←back to thread

A 10-Year Battery for AirTag

(www.elevationlab.com)
673 points dmd | 4 comments | | HN request time: 0.985s | source
Show context
jmull ◴[] No.42465013[source]
I know this is useful (for something), but I'm stuck on the plot holes in the motivating story...

Why didn't they replace the battery when the app complained?

How long would a thief really keep the AirTag anyway?

If the thief did keep the AirTag and you tracked them down, then what? A confrontation has a fairly high chance to have a worse result than losing some equipment. You could try to get the police to do it, but that's going to take more time, during which the thief is even more likely to ditch the AirTag.

Anyway, you're really swimming upstream trying to think of aigtags as an antitheft device. They're really for something lost, not stolen. Generally, they are specifically designed to not work well in adversarial situations.

replies(28): >>42465128 #>>42465202 #>>42465292 #>>42465303 #>>42465460 #>>42465554 #>>42465750 #>>42465858 #>>42466486 #>>42466585 #>>42466656 #>>42466744 #>>42466798 #>>42466905 #>>42467422 #>>42467653 #>>42467777 #>>42468238 #>>42468266 #>>42469043 #>>42469231 #>>42469724 #>>42470989 #>>42471280 #>>42472799 #>>42472809 #>>42477976 #>>42481533 #
joshuahaglund ◴[] No.42465554[source]
I've retrieved stolen bikes, one because of an airtag. Showed up with a couple friends standing by but not trying to be intimidating. It's mostly about staying calm and telling the person this is mine, I'm taking it. They always say "no it's my friend's, you're gonna piss him off" or "I just bought this" or something. Maybe you offer some fraction of a "reward" to smooth it along and cut your losses. Don't try to start a fight and it generally goes OK. Also, try not to accuse them of stealing, they'll just get defensive. "It's someone else who is screwing us both, but this is mine sorry."
replies(3): >>42466818 #>>42466821 #>>42469423 #
throw90230932[dead post] ◴[] No.42466821[source]
[flagged]
Etheryte ◴[] No.42466835[source]
Yeah no, that's not how any of this works. Just because someone else is holding your bike in their hands does not make it theirs. You're within your rights to take back what's yours.
replies(2): >>42466880 #>>42467824 #
1. throw90230932 ◴[] No.42466880[source]
....
replies(1): >>42467002 #
2. Etheryte ◴[] No.42467002[source]
No, it does not get complicated fast, in fact it's very simple. Selling stolen goods does not take ownership away from the original owner. There's a good write up about this on the Law Stack Exchange site [0].

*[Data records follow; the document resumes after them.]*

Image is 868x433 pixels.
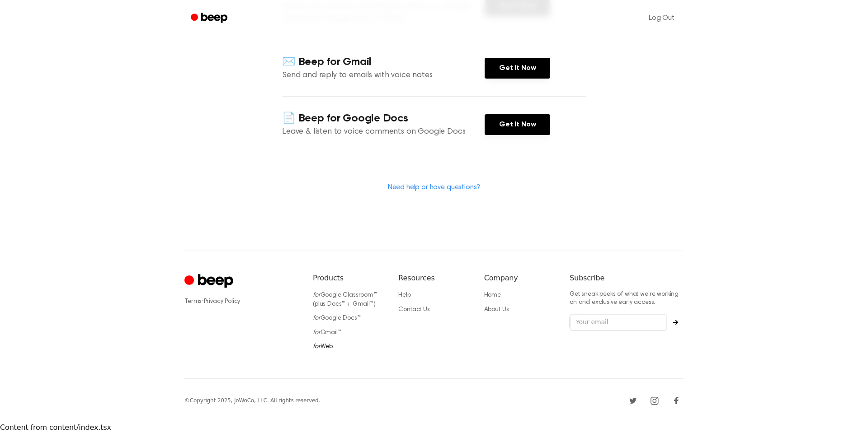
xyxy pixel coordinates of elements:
[647,393,662,408] a: Instagram
[667,320,684,326] button: Subscribe
[313,292,320,299] i: for
[398,292,411,299] a: Help
[398,307,430,313] a: Contact Us
[388,184,481,191] a: Need help or have questions?
[313,344,333,350] a: forWeb
[313,330,320,336] i: for
[313,315,320,321] i: for
[640,7,684,29] a: Log Out
[282,111,485,126] h4: 📄 Beep for Google Docs
[282,69,485,82] p: Send and reply to emails with voice notes
[626,393,640,408] a: Twitter
[184,9,235,27] a: Beep
[184,397,320,405] div: © Copyright 2025, JoWoCo, LLC. All rights reserved.
[184,297,298,307] div: ·
[313,273,384,284] h6: Products
[184,299,201,305] a: Terms
[485,58,550,78] a: Get It Now
[313,315,360,321] a: forGoogle Docs™
[485,114,550,135] a: Get It Now
[204,299,240,305] a: Privacy Policy
[570,314,667,331] input: Your email
[484,292,501,299] a: Home
[570,273,684,284] h6: Subscribe
[282,54,485,69] h4: ✉️ Beep for Gmail
[184,273,235,290] a: Cruip
[570,291,684,307] p: Get sneak peeks of what we’re working on and exclusive early access.
[669,393,684,408] a: Facebook
[313,292,377,308] a: forGoogle Classroom™ (plus Docs™ + Gmail™)
[484,307,509,313] a: About Us
[313,330,341,336] a: forGmail™
[484,273,555,284] h6: Company
[398,273,469,284] h6: Resources
[313,344,320,350] i: for
[282,126,485,138] p: Leave & listen to voice comments on Google Docs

[0] https://law.stackexchange.com/questions/15869/if-someone-ste...

replies(2): >>42467072 #>>42468358 #
3. ◴[] No.42467072[source]
4. itsanaccount ◴[] No.42468358[source]
Ah yes, law. Something arguable and correct and somehow different from the people who happen to be enforcing it.

Pretty soon this is going to be how we separate the generations, people who still believe in imaginary things from the before times.